Abstract

Hariprabha Takeda’s intimate first person account of her voyage to Japan was first published in 1915 from Dhaka, titled Bongomohilar Japan Jatra (A Bengali Woman’s Voyage to Japan). She was married to a Japanese entrepreneur in Dhaka and the journey was undertaken to meet her husband’s family. Without knowing a word of Japanese and against the misgivings of her family and friends, Hariprabha Takeda embarks on this travel that is both a discovery of a new land and of herself. On board the ship that takes her on an arduous journey across the oceans, Takeda keeps a journal about what she sees and the places that she visits. Subsequently, she visits Japan again during the World War II that results in another memoir called Juddho Jorjorito Japane (In War-ravaged Japan) that vividly describes her experiences of living in Tokyo during the American bombardment. The paper looks at the ways Hariprabha Takeda’s travels enable her to assess national and cultural formulations that govern gendered experiences as she seeks to understand and compare Japanese and Indian society at the turn of the twentieth century. Belonging to the Brahmo Samaj, Hariprabha Takeda is greatly curious about Japanese life and culture. Her first memoir, especially, is replete with the domestic and social dynamics of women’s lives both in Japan and in India as she looks at the cultural spheres that women occupy. Her remembrances are fraught with the ways in which she herself negotiates issues of language, identity and race to problematize her own gendered experiences of crossing the kala-pani.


ACTIVITY:
State the number of lines in the following data that contain the string "Ģeogrāfija", and nothing else.

<<<<

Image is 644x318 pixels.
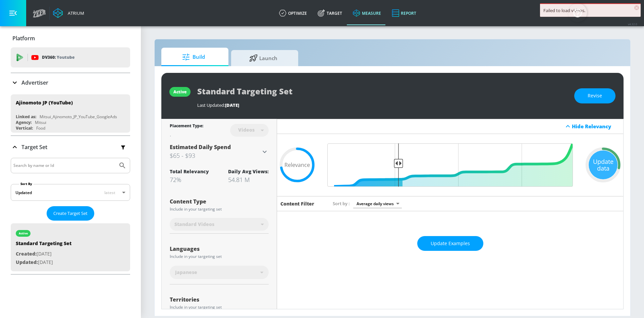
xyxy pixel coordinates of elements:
h6: Content Filter [280,201,314,207]
div: Hide Relevancy [572,123,619,130]
span: Created: [16,251,36,257]
div: Standard Targeting Set [16,240,72,250]
span: Standard Videos [174,221,215,228]
span: × [634,5,639,10]
div: Placement Type: [170,123,203,130]
div: Target Set [11,136,130,158]
span: Sort by [333,201,350,206]
p: Youtube [56,54,75,61]
p: Target Set [22,144,47,151]
div: Include in your targeting set [170,305,268,309]
span: Japanese [175,269,197,276]
p: Platform [12,34,35,42]
div: Atrium [65,10,84,16]
span: Revise [588,92,602,100]
button: Update Examples [417,236,483,251]
div: Videos [235,127,258,133]
input: Search by name or Id [13,161,115,170]
div: Update data [589,150,617,179]
div: active [19,232,28,235]
div: Japanese [170,266,268,279]
span: Create Target Set [54,209,87,217]
div: Mitsui_Ajinomoto_JP_YouTube_GoogleAds [40,114,117,119]
div: 54.81 M [228,175,268,184]
div: 72% [170,175,209,184]
a: Report [386,1,422,25]
a: Target [312,1,348,25]
h3: $65 - $93 [170,151,261,160]
div: Vertical: [16,125,33,131]
div: Mitsui [35,119,46,125]
div: active [173,89,187,95]
div: DV360: Youtube [11,47,130,67]
div: Ajinomoto JP (YouTube) [16,99,73,106]
div: Ajinomoto JP (YouTube)Linked as:Mitsui_Ajinomoto_JP_YouTube_GoogleAdsAgency:MitsuiVertical:Food [11,94,130,133]
p: [DATE] [16,250,72,259]
span: v 4.32.0 [628,22,637,26]
a: optimize [274,1,312,25]
nav: list of Target Set [11,221,130,274]
span: [DATE] [225,102,239,108]
p: [DATE] [16,259,72,267]
button: Revise [574,88,616,103]
span: Relevance [285,162,310,168]
div: Hide Relevancy [277,119,623,134]
span: latest [105,190,115,196]
div: Daily Avg Views: [228,168,268,174]
div: Content Type [170,199,268,204]
input: Final Threshold [324,144,576,187]
div: Include in your targeting set [170,207,268,211]
span: Estimated Daily Spend [170,144,231,151]
p: Advertiser [22,79,48,87]
a: measure [348,1,386,25]
div: Food [36,125,45,131]
div: Last Updated: [197,102,567,108]
div: Linked as: [16,114,36,119]
span: Update Examples [430,239,470,248]
button: Create Target Set [47,206,94,221]
div: Territories [170,297,268,302]
div: Updated [15,190,32,196]
span: Build [168,49,219,65]
div: Languages [170,246,268,252]
div: Agency: [16,119,31,125]
span: Launch [238,50,289,66]
div: Include in your targeting set [170,255,268,259]
label: Sort By [19,182,33,186]
p: DV360: [42,54,75,61]
div: Total Relevancy [170,168,209,174]
button: Open Resource Center [568,3,587,22]
div: Target Set [11,158,130,274]
div: Advertiser [11,73,130,92]
div: activeStandard Targeting SetCreated:[DATE]Updated:[DATE] [11,223,130,271]
span: Updated: [16,259,38,265]
div: Failed to load videos. [543,7,637,13]
div: Estimated Daily Spend$65 - $93 [170,144,268,160]
div: Platform [11,29,130,48]
a: Atrium [53,8,84,18]
div: Average daily views [353,199,402,208]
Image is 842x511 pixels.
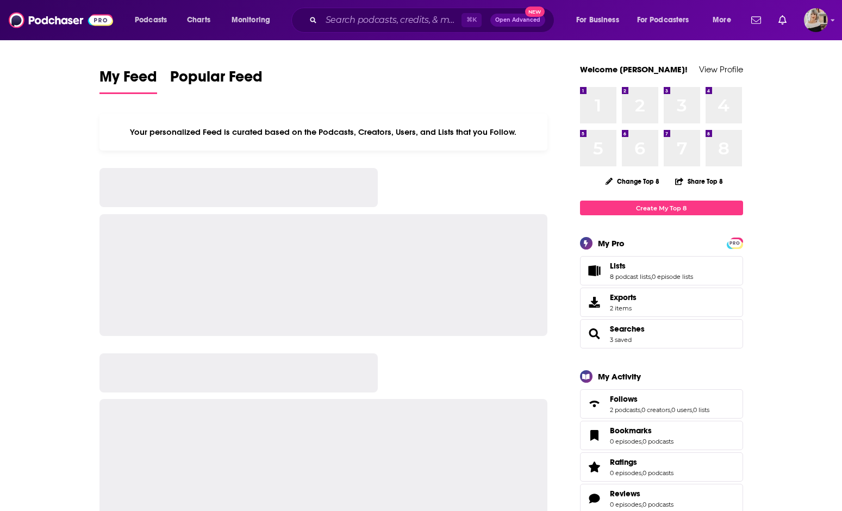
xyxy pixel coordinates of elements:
[642,438,643,445] span: ,
[804,8,828,32] img: User Profile
[610,457,637,467] span: Ratings
[652,273,693,281] a: 0 episode lists
[610,457,674,467] a: Ratings
[774,11,791,29] a: Show notifications dropdown
[729,239,742,247] a: PRO
[462,13,482,27] span: ⌘ K
[170,67,263,92] span: Popular Feed
[804,8,828,32] button: Show profile menu
[610,324,645,334] a: Searches
[224,11,284,29] button: open menu
[610,426,652,436] span: Bookmarks
[580,201,743,215] a: Create My Top 8
[584,263,606,278] a: Lists
[584,396,606,412] a: Follows
[100,67,157,92] span: My Feed
[584,295,606,310] span: Exports
[747,11,766,29] a: Show notifications dropdown
[642,469,643,477] span: ,
[693,406,710,414] a: 0 lists
[692,406,693,414] span: ,
[584,459,606,475] a: Ratings
[580,389,743,419] span: Follows
[610,438,642,445] a: 0 episodes
[100,114,548,151] div: Your personalized Feed is curated based on the Podcasts, Creators, Users, and Lists that you Follow.
[170,67,263,94] a: Popular Feed
[321,11,462,29] input: Search podcasts, credits, & more...
[804,8,828,32] span: Logged in as angelabaggetta
[610,293,637,302] span: Exports
[610,501,642,508] a: 0 episodes
[127,11,181,29] button: open menu
[580,288,743,317] a: Exports
[610,305,637,312] span: 2 items
[642,501,643,508] span: ,
[705,11,745,29] button: open menu
[610,406,641,414] a: 2 podcasts
[180,11,217,29] a: Charts
[642,406,670,414] a: 0 creators
[699,64,743,74] a: View Profile
[610,469,642,477] a: 0 episodes
[9,10,113,30] img: Podchaser - Follow, Share and Rate Podcasts
[643,438,674,445] a: 0 podcasts
[569,11,633,29] button: open menu
[232,13,270,28] span: Monitoring
[610,394,710,404] a: Follows
[610,489,674,499] a: Reviews
[584,326,606,341] a: Searches
[610,336,632,344] a: 3 saved
[580,421,743,450] span: Bookmarks
[495,17,541,23] span: Open Advanced
[100,67,157,94] a: My Feed
[641,406,642,414] span: ,
[302,8,565,33] div: Search podcasts, credits, & more...
[598,238,625,249] div: My Pro
[610,273,651,281] a: 8 podcast lists
[610,394,638,404] span: Follows
[637,13,690,28] span: For Podcasters
[630,11,705,29] button: open menu
[584,428,606,443] a: Bookmarks
[651,273,652,281] span: ,
[670,406,672,414] span: ,
[675,171,724,192] button: Share Top 8
[599,175,667,188] button: Change Top 8
[135,13,167,28] span: Podcasts
[643,469,674,477] a: 0 podcasts
[713,13,731,28] span: More
[490,14,545,27] button: Open AdvancedNew
[580,256,743,285] span: Lists
[672,406,692,414] a: 0 users
[643,501,674,508] a: 0 podcasts
[187,13,210,28] span: Charts
[598,371,641,382] div: My Activity
[610,261,693,271] a: Lists
[610,489,641,499] span: Reviews
[525,7,545,17] span: New
[610,426,674,436] a: Bookmarks
[580,319,743,349] span: Searches
[610,261,626,271] span: Lists
[580,64,688,74] a: Welcome [PERSON_NAME]!
[580,452,743,482] span: Ratings
[576,13,619,28] span: For Business
[584,491,606,506] a: Reviews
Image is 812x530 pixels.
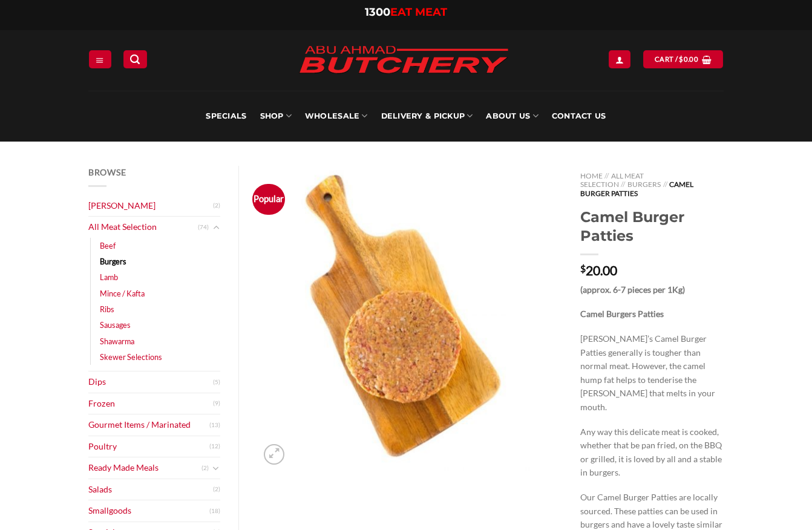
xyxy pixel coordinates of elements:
[391,5,447,19] span: EAT MEAT
[486,91,538,142] a: About Us
[304,91,368,142] a: Wholesale
[198,219,209,237] span: (74)
[655,54,698,65] span: Cart /
[609,50,631,68] a: Login
[581,207,723,245] h1: Camel Burger Patties
[209,502,220,521] span: (18)
[89,50,111,68] a: Menu
[581,285,685,295] strong: (approx. 6-7 pieces per 1Kg)
[209,416,220,434] span: (13)
[213,373,220,391] span: (5)
[679,55,698,63] bdi: 0.00
[89,217,198,237] a: All Meat Selection
[212,221,220,234] button: Toggle
[621,180,625,188] span: //
[100,286,145,301] a: Mince / Kafta
[663,180,667,188] span: //
[89,393,213,415] a: Frozen
[605,171,609,181] span: //
[643,50,723,68] a: Cart / $0.00
[100,301,114,317] a: Ribs
[581,171,603,181] a: Home
[551,91,606,142] a: Contact Us
[100,237,115,254] a: Beef
[89,415,209,435] a: Gourmet Items / Marinated
[89,195,213,217] a: [PERSON_NAME]
[89,436,209,458] a: Poultry
[581,309,664,319] strong: Camel Burgers Patties
[289,38,519,83] img: Abu Ahmad Butchery
[581,262,617,278] bdi: 20.00
[89,458,201,478] a: Ready Made Meals
[201,459,209,478] span: (2)
[100,334,134,349] a: Shawarma
[213,395,220,413] span: (9)
[679,54,683,65] span: $
[381,91,473,142] a: Delivery & Pickup
[213,480,220,499] span: (2)
[213,197,220,215] span: (2)
[365,5,391,19] span: 1300
[627,180,661,188] a: Burgers
[100,317,131,333] a: Sausages
[206,91,246,142] a: Specials
[89,372,213,392] a: Dips
[257,166,562,471] img: Camel Burger Patties
[581,425,723,480] p: Any way this delicate meat is cooked, whether that be pan fried, on the BBQ or grilled, it is lov...
[581,264,586,274] span: $
[100,269,118,285] a: Lamb
[89,167,126,177] span: Browse
[260,91,292,142] a: SHOP
[100,254,126,269] a: Burgers
[100,349,162,365] a: Skewer Selections
[89,501,209,521] a: Smallgoods
[581,180,693,197] span: Camel Burger Patties
[581,332,723,414] p: [PERSON_NAME]’s Camel Burger Patties generally is tougher than normal meat. However, the camel hu...
[581,171,643,188] a: All Meat Selection
[209,438,220,456] span: (12)
[365,5,447,19] a: 1300EAT MEAT
[123,50,146,68] a: Search
[212,462,220,475] button: Toggle
[89,479,213,501] a: Salads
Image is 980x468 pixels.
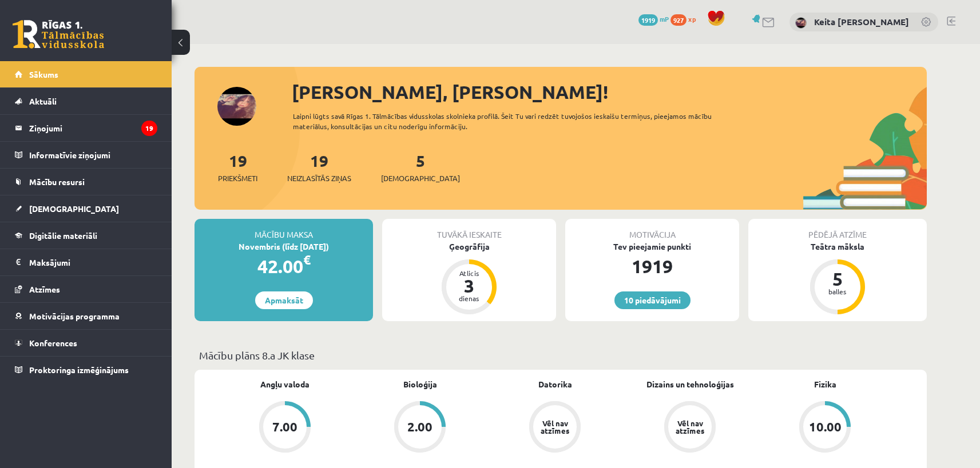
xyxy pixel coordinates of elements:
span: € [303,252,311,268]
div: dienas [452,295,486,302]
span: xp [688,15,696,23]
div: 42.00 [195,253,373,280]
span: Priekšmeti [218,173,258,184]
a: [DEMOGRAPHIC_DATA] [15,195,157,222]
span: Atzīmes [29,284,60,295]
a: Angļu valoda [260,378,309,391]
span: Sākums [29,69,58,79]
div: Vēl nav atzīmes [538,420,571,434]
div: Atlicis [452,270,486,277]
a: Digitālie materiāli [15,223,157,249]
div: balles [820,288,854,295]
a: Keita [PERSON_NAME] [814,16,909,27]
div: Motivācija [565,219,739,240]
p: Mācību plāns 8.a JK klase [199,348,922,363]
div: Pēdējā atzīme [748,219,927,240]
span: Digitālie materiāli [29,231,97,240]
legend: Maksājumi [29,249,157,275]
div: 1919 [565,253,739,280]
a: Fizika [814,378,836,391]
a: Vēl nav atzīmes [622,401,757,455]
legend: Ziņojumi [29,115,157,141]
a: 10 piedāvājumi [614,291,690,309]
span: 927 [670,15,686,26]
a: Vēl nav atzīmes [488,401,622,455]
div: Laipni lūgts savā Rīgas 1. Tālmācības vidusskolas skolnieka profilā. Šeit Tu vari redzēt tuvojošo... [293,111,732,132]
a: Bioloģija [403,378,437,391]
a: Ziņojumi19 [15,115,157,141]
a: Maksājumi [15,249,157,275]
div: 2.00 [407,420,433,433]
a: 5[DEMOGRAPHIC_DATA] [381,150,460,184]
div: Tuvākā ieskaite [382,219,556,240]
a: Apmaksāt [255,291,313,309]
a: Atzīmes [15,276,157,303]
span: 1919 [639,15,658,26]
span: [DEMOGRAPHIC_DATA] [381,173,460,184]
a: Datorika [538,378,572,391]
span: Neizlasītās ziņas [287,173,351,184]
a: Sākums [15,61,157,87]
span: Mācību resursi [29,177,85,187]
a: 1919 mP [639,15,668,23]
div: 5 [820,270,854,288]
a: Informatīvie ziņojumi [15,142,157,168]
a: 927 xp [670,15,701,23]
legend: Informatīvie ziņojumi [29,142,157,168]
div: 3 [452,277,486,295]
a: 10.00 [757,401,892,455]
div: [PERSON_NAME], [PERSON_NAME]! [291,78,927,106]
div: Mācību maksa [195,219,373,240]
a: Konferences [15,330,157,356]
a: Dizains un tehnoloģijas [647,378,734,391]
a: 7.00 [217,401,352,455]
div: Novembris (līdz [DATE]) [195,240,373,253]
span: Konferences [29,338,77,348]
span: Aktuāli [29,96,57,107]
span: [DEMOGRAPHIC_DATA] [29,203,119,214]
div: Vēl nav atzīmes [674,420,706,434]
a: Mācību resursi [15,169,157,195]
span: mP [660,15,668,23]
a: Motivācijas programma [15,303,157,329]
span: Proktoringa izmēģinājums [29,365,128,375]
div: Tev pieejamie punkti [565,240,739,253]
a: Rīgas 1. Tālmācības vidusskola [13,20,104,48]
a: Aktuāli [15,88,157,115]
img: Keita Nikola Bērziņa [795,17,806,28]
div: 10.00 [809,420,841,433]
i: 19 [141,120,157,136]
span: Motivācijas programma [29,311,119,321]
a: 2.00 [352,401,488,455]
a: Teātra māksla 5 balles [748,240,927,316]
a: Proktoringa izmēģinājums [15,357,157,383]
a: 19Priekšmeti [218,150,258,184]
div: 7.00 [272,420,297,433]
a: 19Neizlasītās ziņas [287,150,351,184]
a: Ģeogrāfija Atlicis 3 dienas [382,240,556,316]
div: Ģeogrāfija [382,240,556,253]
div: Teātra māksla [748,240,927,253]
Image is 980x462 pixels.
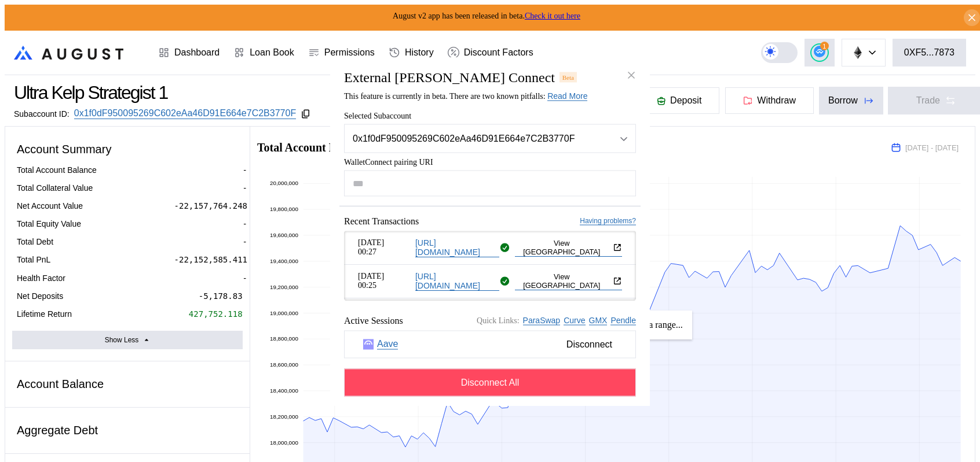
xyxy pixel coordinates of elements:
[344,330,636,358] button: AaveAaveDisconnect
[377,339,398,351] a: Aave
[16,255,50,265] div: Total PnL
[13,83,167,104] div: Ultra Kelp Strategist 1
[16,182,92,193] div: Total Collateral Value
[515,238,622,256] a: View [GEOGRAPHIC_DATA]
[174,47,219,58] div: Dashboard
[610,316,636,326] a: Pendle
[270,207,298,212] text: 19,800,000
[464,47,533,58] div: Discount Factors
[74,109,296,119] a: 0x1f0dF950095269C602eAa46D91E664e7C2B3770F
[12,374,242,396] div: Account Balance
[174,201,247,211] div: -22,157,764.248
[270,388,298,394] text: 18,400,000
[563,316,585,326] a: Curve
[904,47,954,58] div: 0XF5...7873
[344,111,636,120] span: Selected Subaccount
[270,362,298,368] text: 18,600,000
[12,138,242,161] div: Account Summary
[13,109,69,119] div: Subaccount ID:
[242,236,247,247] div: -
[851,46,864,59] img: chain logo
[12,420,242,442] div: Aggregate Debt
[353,134,597,143] div: 0x1f0dF950095269C602eAa46D91E664e7C2B3770F
[344,158,636,167] span: WalletConnect pairing URI
[270,284,298,290] text: 19,200,000
[404,47,433,58] div: History
[393,12,580,20] span: August v2 app has been released in beta.
[16,201,83,211] div: Net Account Value
[344,69,554,85] h2: External [PERSON_NAME] Connect
[515,238,622,255] button: View [GEOGRAPHIC_DATA]
[525,12,580,20] a: Check it out here
[242,165,247,176] div: -
[324,47,375,58] div: Permissions
[357,238,410,257] span: [DATE] 00:27
[242,219,247,230] div: -
[270,310,298,317] text: 19,000,000
[242,182,247,193] div: -
[188,309,247,320] div: 427,752.118%
[622,66,640,85] button: close modal
[757,95,796,106] span: Withdraw
[822,43,825,50] span: 1
[250,47,294,58] div: Loan Book
[16,273,65,283] div: Health Factor
[174,255,247,265] div: -22,152,585.411
[461,377,520,388] span: Disconnect All
[515,272,622,290] a: View [GEOGRAPHIC_DATA]
[357,272,410,290] span: [DATE] 00:25
[415,238,499,257] a: [URL][DOMAIN_NAME]
[16,219,81,230] div: Total Equity Value
[344,124,636,153] button: Open menu
[199,291,247,302] div: -5,178.838
[344,216,419,227] span: Recent Transactions
[270,180,298,186] text: 20,000,000
[916,95,940,106] div: Trade
[589,316,607,326] a: GMX
[16,236,53,247] div: Total Debt
[559,72,576,83] div: Beta
[415,272,499,290] a: [URL][DOMAIN_NAME]
[270,440,298,447] text: 18,000,000
[16,309,72,320] div: Lifetime Return
[477,316,520,326] span: Quick Links:
[828,95,857,106] div: Borrow
[16,291,63,302] div: Net Deposits
[270,335,298,342] text: 18,800,000
[344,91,587,100] span: This feature is currently in beta. There are two known pitfalls:
[344,315,403,326] span: Active Sessions
[344,369,636,397] button: Disconnect All
[257,142,872,154] h2: Total Account Balance
[547,91,587,101] a: Read More
[363,339,374,350] img: Aave
[561,334,617,354] span: Disconnect
[105,336,139,345] div: Show Less
[579,217,636,226] a: Having problems?
[242,273,247,283] div: -
[515,272,622,289] button: View [GEOGRAPHIC_DATA]
[670,95,701,106] span: Deposit
[270,232,298,238] text: 19,600,000
[560,320,682,330] span: Updating timeseries data range...
[523,316,560,326] a: ParaSwap
[16,165,97,176] div: Total Account Balance
[270,414,298,420] text: 18,200,000
[270,258,298,264] text: 19,400,000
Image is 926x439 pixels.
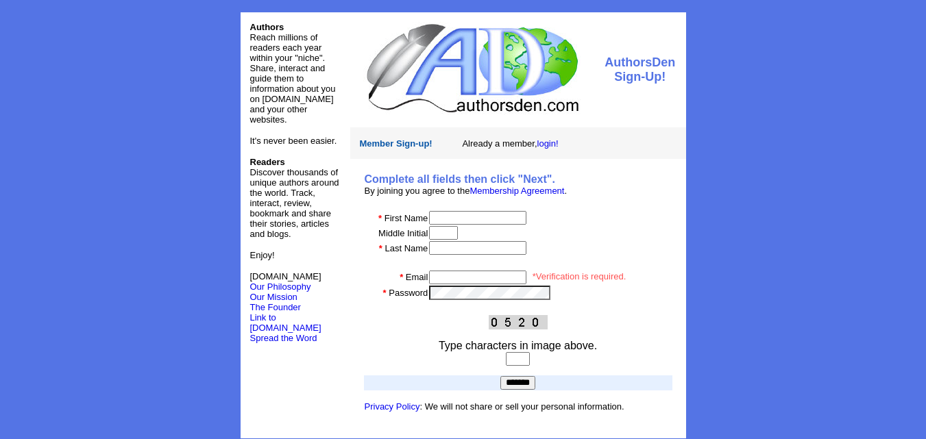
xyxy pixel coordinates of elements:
[604,56,675,84] font: AuthorsDen Sign-Up!
[250,332,317,343] a: Spread the Word
[378,228,428,239] font: Middle Initial
[250,282,311,292] a: Our Philosophy
[469,186,564,196] a: Membership Agreement
[406,272,428,282] font: Email
[384,243,428,254] font: Last Name
[363,22,580,114] img: logo.jpg
[389,288,428,298] font: Password
[439,340,597,352] font: Type characters in image above.
[365,402,624,412] font: : We will not share or sell your personal information.
[537,138,559,149] a: login!
[365,173,555,185] b: Complete all fields then click "Next".
[462,138,558,149] font: Already a member,
[489,315,548,330] img: This Is CAPTCHA Image
[250,302,301,313] a: The Founder
[250,22,284,32] font: Authors
[250,136,337,146] font: It's never been easier.
[360,138,432,149] font: Member Sign-up!
[250,157,339,239] font: Discover thousands of unique authors around the world. Track, interact, review, bookmark and shar...
[384,213,428,223] font: First Name
[365,186,567,196] font: By joining you agree to the .
[250,250,275,260] font: Enjoy!
[250,292,297,302] a: Our Mission
[533,271,626,282] font: *Verification is required.
[250,157,285,167] b: Readers
[250,313,321,333] a: Link to [DOMAIN_NAME]
[250,32,336,125] font: Reach millions of readers each year within your "niche". Share, interact and guide them to inform...
[250,271,321,292] font: [DOMAIN_NAME]
[365,402,420,412] a: Privacy Policy
[250,333,317,343] font: Spread the Word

>>>>

REPLY:
2